Thursday, February 3, 2011

Food TV: are we being served?

It's rare we see a brilliant food programme these days. When we do, we should make more noise

A couple of weeks ago I posted a piece here on a new TV programme, Michel Roux's Service. I wanted to kick off a discussion about UK service standards and was mildly scathing about the BBC's decision to make another programme in the "reality" genre - promoting it around the "personal journeys" of real people and "quest" of a celebrity. I have to admit, having been glued to the Sky+ for every episode, that I was wrong.

Of course, I completely stand by the assertion that whoever penned the deathless line "Michel Roux sets out on a personal mission to train eight young people as front-of-house superstars" on the BBC website should get 12 points on their Artistic Licence and have their typing fingers cut off, but the programme itself was brilliant from start to finish.

Roux, a man who manages to communicate a genuine love for his calling, came across with an integrity we're no longer used to seeing in food TV. Fred Sirieix played a kind of gallic Spock to his impassioned Kirk, his Cantona-style metaphors communicating profound wisdom seasoned with mild bafflement. And the trainees themselves really did change - not because of some contrived jungle "experience", choreographed conflict or public humiliation, but because, as everyone who's ever done restaurant work will have recognised, they learned to work as a team.

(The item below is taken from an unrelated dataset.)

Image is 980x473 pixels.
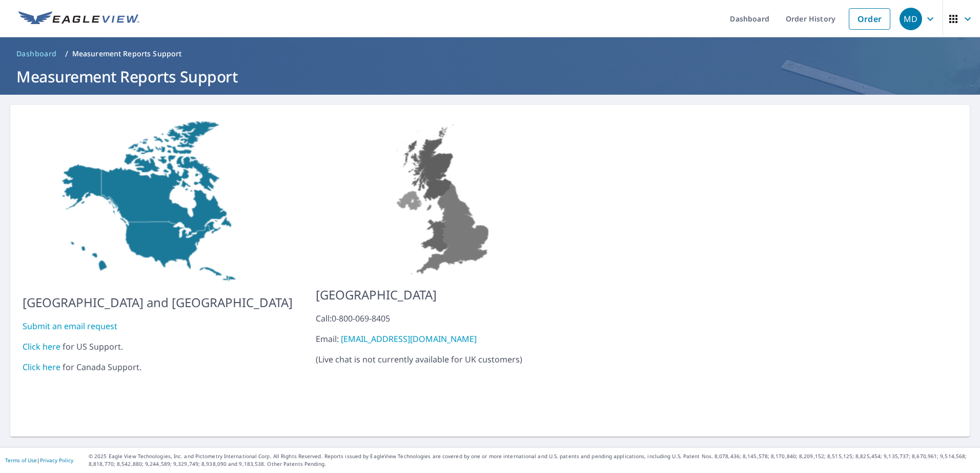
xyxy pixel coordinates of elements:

It was remarkable how, by halfway through the series, the trainees were making eye contact with the camera, had lost the defensive teenage mumble and attitude and were visibly growing. It concentrates the mind wonderfully to realise you're part of a team and, though you're lost and scared to death, if you don't do your job, you're going to bring your mates down with you. If an 18-year-old isn't a high level sportsperson or humping a pack across Helmand right now, a restaurant is one of the few other places they're going to get that experience. Roux and Sirieix know this in their souls and they've used it.

It's a remarkably involving, generous and, though I barf even thinking of the word, "uplifting" bit of TV and, judging by online gossip, much appreciated by quality-starved food lovers.

As is Lorraine Pascale's Baking Made Easy, a little gem of a programme that's snuck in under the radar and which, though it's received mixed reactions from the proper critics, seems to be a hit with food lovers. Sure, she's impossibly beautiful, but she's also a working cook who clearly knows her stuff and delivers it with charm and enthusiasm.

So why am I writing such nice things about programmes that are coming to an end? Because, judging by viewing figures and general critical response so far, the chances of either show being enough of a "success" to recommission are low. And that points up the awful catch-22 about UK food programming. If a show is intelligent enough not to patronise food lovers, it's unlikely to have the wide appeal that broadcasters demand.

Even Tony Bourdain, probably one of the most bankable names in food, had to walk away from the established networks and start his own production company in order to create No Reservations - a show which, much as I love it, is shot with the production values of amateur porn and needs to be cut by 50% before being viewed by humans. Quality food TV is, it seems a vanishingly small special interest.

If you have cable or satellite TV, pop over to one of the specialist food channels at around midnight tonight. Watch half an hour of dreck about tattooed cakemakers or something by a microsleb you've never heard of shot in their home kitchen on a mobile phone and you'll see how important programmes like Roux's and Pascal's are. As long as broadcasters and programme makers win by widening the appeal of their shows beyond those who "merely" love food we'll end up with more and more shows like Man versus Food and Come Dine With Me.

Let's face it, the majority of food TV in the UK is crap but, unless we make a little more noise when something good is actually aired we're facing a future when our special interest is no longer served - and that just can't be right.